What is Consciousness a Negation of? Jan Patočka’s Contribution to the Existentialism Controversy
Journal of the British Society for Phenomenology June 18, 2025 Peer reviewed DOI: 10.1080/00071773.2025.2518187 via Semantic Scholar
Summary
Jan Patočka's philosophical anthropology in the 1940s defined human existence as the ability to maintain distance from pre-given reality, echoing Sartre. However, Patočka rejected Sartre's ethical implications and the idea that self-consciousness involves an inner duplication and negation of consciousness. Instead, Patočka reinterpreted consciousness as negation through an existential reading of Socratic knowledge of not-knowing, offering a unique perspective in the existentialism debate.
Study at a glance
| Design | theoretical or philosophical paper |
|---|---|
| Key finding | Patočka defined consciousness as negation but grounded it in Socratic not-knowing, diverging from Sartre's account of self-consciousness. |
Abstract
ABSTRACT In the 1940s, Sartre’s philosophy sparked what Merleau-Ponty called the “battle over existentialism”. This article focuses on Jan Patočka’s contribution to this controversy.

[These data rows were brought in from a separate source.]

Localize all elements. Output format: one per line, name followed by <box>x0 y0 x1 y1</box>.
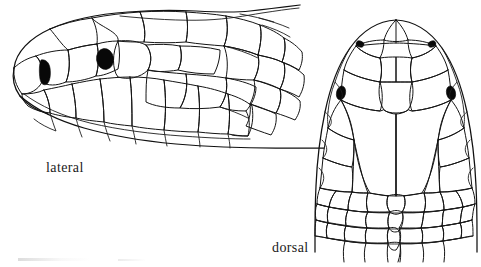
infralabial-4 <box>132 126 136 144</box>
figure-plate: lateral dorsal <box>0 0 481 267</box>
lateral-rostral-scale <box>14 56 43 94</box>
dorsal-temporal-left-3 <box>320 158 353 192</box>
nape-row-arc-3 <box>315 236 473 244</box>
nape-scale-r4-r3 <box>443 238 461 262</box>
nape-scale-r1-l1 <box>367 193 391 213</box>
scan-artifact-left <box>18 258 90 261</box>
dorsal-prefrontal-left <box>344 46 382 82</box>
lateral-postocular-lower <box>178 46 220 74</box>
nape-scale-r2-r2 <box>421 210 444 228</box>
dorsal-supraocular-right <box>410 70 451 111</box>
illustration-canvas <box>0 0 481 267</box>
nape-scale-r1-r4 <box>456 188 475 207</box>
dorsal-prefrontal-right <box>411 46 449 82</box>
caption-dorsal: dorsal <box>272 240 309 256</box>
supralabial-3 <box>72 79 104 122</box>
nape-scale-r2-l1 <box>366 212 390 229</box>
dorsal-supraocular-left <box>341 70 382 111</box>
caption-lateral: lateral <box>46 160 84 176</box>
nape-scale-r3-r1 <box>399 228 423 244</box>
lateral-loreal-scale <box>66 44 98 82</box>
lateral-head-dorsal-outline <box>14 5 300 68</box>
nape-scale-r3-c0 <box>387 227 400 250</box>
dorsal-prefrontal-median-left <box>380 57 396 82</box>
dorsal-view-group <box>315 20 477 262</box>
neck-row-divider-1 <box>224 46 258 58</box>
nape-scale-r1-r1 <box>402 193 426 213</box>
nape-scale-r4-r2 <box>422 241 443 262</box>
nape-scale-r4-r1 <box>400 243 422 262</box>
eye-mark-dorsal-right <box>445 85 457 101</box>
infralabial-7 <box>228 134 230 148</box>
nape-scale-r1-l4 <box>317 188 336 207</box>
infralabial-6 <box>198 132 200 147</box>
dorsal-parietal-left <box>341 100 396 196</box>
nostril-mark-lateral <box>39 60 50 85</box>
nape-scale-r4-l1 <box>366 243 388 262</box>
nape-scale-r3-l1 <box>365 228 389 244</box>
lateral-anterior-temporal <box>146 70 187 108</box>
nape-scale-r3-l4 <box>315 220 328 238</box>
nape-scale-r4-l3 <box>327 238 345 262</box>
nape-scale-r2-l2 <box>346 210 368 228</box>
lateral-prefrontal-scale <box>50 18 97 50</box>
lateral-lower-jaw-outline <box>20 96 324 148</box>
dorsal-frontal-shield <box>379 82 413 113</box>
supralabial-6 <box>164 80 200 132</box>
dorsal-temporal-right-inner <box>424 140 440 193</box>
dorsal-parietal-right <box>396 100 451 196</box>
eye-mark-dorsal-left <box>335 85 347 101</box>
infralabial-5 <box>164 130 167 146</box>
nape-scale-r2-r1 <box>399 212 424 229</box>
supralabial-5 <box>130 77 166 130</box>
neck-row-divider-2 <box>220 107 248 118</box>
infralabial-1 <box>34 113 56 131</box>
dorsal-temporal-left-inner <box>352 140 368 193</box>
dorsal-prefrontal-median-right <box>396 57 412 82</box>
supralabial-4 <box>100 77 132 126</box>
supralabial-7 <box>198 86 230 134</box>
neck-scale-b2 <box>280 63 304 97</box>
dorsal-head-outline-right <box>396 20 477 252</box>
neck-scale-a1 <box>224 16 261 55</box>
lateral-postocular-upper <box>146 44 181 71</box>
neck-scale-c2 <box>276 89 300 120</box>
lateral-chin-groove <box>24 94 250 139</box>
nape-scale-r3-r2 <box>421 226 444 243</box>
lateral-parietal-scale <box>186 12 227 46</box>
neck-scale-a3 <box>282 38 302 70</box>
infralabial-3 <box>104 122 110 141</box>
dorsal-temporal-right-2 <box>438 128 469 167</box>
neck-scale-a2 <box>258 25 285 62</box>
nape-scale-r4-l2 <box>345 241 366 262</box>
nape-scale-r3-l2 <box>344 226 367 243</box>
lateral-view-group <box>13 5 324 148</box>
dorsal-temporal-right-3 <box>439 158 472 192</box>
scan-artifact-right <box>118 259 146 261</box>
lateral-frontal-scale <box>92 12 145 42</box>
dorsal-temporal-left-2 <box>323 128 354 167</box>
lateral-supraocular-scale <box>140 11 188 43</box>
neck-scale-edge-3 <box>240 14 274 22</box>
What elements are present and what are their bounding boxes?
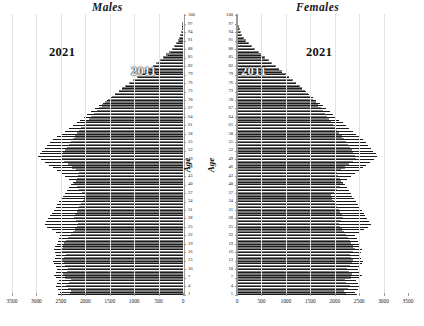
age-row	[237, 39, 408, 42]
line-2011	[57, 204, 183, 205]
age-row	[12, 197, 183, 200]
age-tick-mark	[235, 252, 237, 253]
age-row	[237, 203, 408, 206]
age-row	[12, 259, 183, 262]
age-row	[237, 118, 408, 121]
line-2011	[58, 289, 183, 290]
age-tick-mark	[235, 218, 237, 219]
line-2011	[237, 218, 367, 219]
line-2011	[63, 196, 183, 197]
line-2011	[237, 201, 356, 202]
line-2011	[45, 148, 183, 149]
age-row	[12, 231, 183, 234]
age-row	[237, 20, 408, 23]
line-2011	[237, 258, 361, 259]
age-tick-label: 58	[188, 132, 193, 137]
age-tick-mark	[235, 92, 237, 93]
age-row	[12, 110, 183, 113]
line-2011	[56, 232, 183, 233]
age-tick-mark	[184, 142, 186, 143]
age-row	[12, 59, 183, 62]
age-tick-mark	[184, 108, 186, 109]
age-tick-label: 67	[228, 106, 233, 111]
gridline	[85, 14, 86, 296]
age-row	[12, 217, 183, 220]
age-tick-mark	[235, 235, 237, 236]
line-2011	[47, 145, 183, 146]
line-2011	[237, 289, 358, 290]
age-row	[12, 42, 183, 45]
age-row	[237, 189, 408, 192]
age-row	[12, 79, 183, 82]
age-tick-mark	[184, 235, 186, 236]
age-row	[12, 240, 183, 243]
age-row	[12, 220, 183, 223]
value-tick-mark	[286, 293, 287, 296]
line-2011	[237, 88, 302, 89]
age-row	[237, 271, 408, 274]
age-row	[12, 121, 183, 124]
age-tick-mark	[235, 24, 237, 25]
age-tick-mark	[184, 261, 186, 262]
age-row	[12, 214, 183, 217]
line-2011	[237, 134, 356, 135]
age-tick-mark	[184, 286, 186, 287]
age-tick-mark	[184, 49, 186, 50]
gridline	[36, 14, 37, 296]
line-2011	[53, 261, 183, 262]
age-row	[12, 192, 183, 195]
age-tick-mark	[184, 41, 186, 42]
line-2011	[237, 125, 346, 126]
line-2011	[58, 241, 183, 242]
age-tick-mark	[184, 24, 186, 25]
age-tick-mark	[235, 49, 237, 50]
line-2011	[57, 283, 183, 284]
line-2011	[119, 91, 183, 92]
age-tick-mark	[184, 125, 186, 126]
line-2011	[237, 151, 373, 152]
age-tick-label: 46	[228, 165, 233, 170]
line-2011	[237, 255, 359, 256]
age-tick-mark	[235, 193, 237, 194]
age-row	[237, 197, 408, 200]
age-tick-mark	[235, 142, 237, 143]
line-2011	[175, 46, 183, 47]
line-2011	[57, 269, 183, 270]
age-row	[12, 73, 183, 76]
age-tick-label: 70	[188, 98, 193, 103]
line-2011	[237, 97, 313, 98]
age-row	[12, 28, 183, 31]
line-2011	[237, 80, 292, 81]
age-tick-label: 4	[188, 284, 190, 289]
value-tick-label: 1500	[305, 298, 316, 304]
age-row	[12, 37, 183, 40]
age-tick-mark	[184, 75, 186, 76]
age-tick-label: 88	[188, 47, 193, 52]
age-tick-mark	[235, 244, 237, 245]
line-2011	[237, 187, 347, 188]
age-row	[237, 282, 408, 285]
line-2011	[237, 136, 360, 137]
age-tick-label: 22	[228, 233, 233, 238]
line-2011	[46, 221, 183, 222]
age-tick-label: 61	[228, 123, 233, 128]
value-tick-label: 1000	[129, 298, 140, 304]
value-tick-mark	[36, 293, 37, 296]
value-tick-mark	[110, 293, 111, 296]
value-tick-mark	[61, 293, 62, 296]
value-tick-label: 2500	[55, 298, 66, 304]
line-2011	[73, 182, 183, 183]
gridline	[286, 14, 287, 296]
age-tick-label: 79	[228, 72, 233, 77]
age-tick-label: 40	[228, 182, 233, 187]
line-2011	[60, 292, 183, 293]
age-row	[12, 99, 183, 102]
age-tick-mark	[184, 151, 186, 152]
age-tick-label: 91	[188, 38, 193, 43]
age-row	[237, 82, 408, 85]
age-tick-label: 100	[188, 13, 195, 18]
line-2011	[95, 108, 183, 109]
age-row	[12, 290, 183, 293]
age-row	[237, 127, 408, 130]
age-tick-mark	[235, 176, 237, 177]
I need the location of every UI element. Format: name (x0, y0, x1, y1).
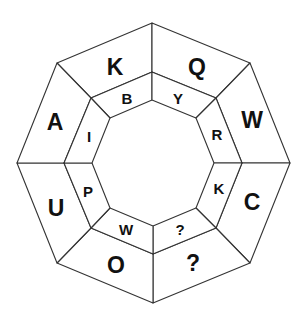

In his philosophical anthropology in the second half of the 1940s, Patočka sees human existence as defined by the capacity to maintain a distance from what is pre-given (reality of the physical world, established customs and rules of a particular society). Patočka thus exhibited echoes of Jean-Paul Sartre. However, he did not agree with the ethical implication of Sartre’s philosophy, nor with the idea that self-consciousness implies an inner duplication and negation of consciousness itself. Since Patočka still defined consciousness as negation, he had to give a different account of what consciousness is a negation of. This he provided through an existential reading of the Socratic knowledge of not-knowing, thus opening up an original perspective that was not held by anyone else in the discussion over existentialism.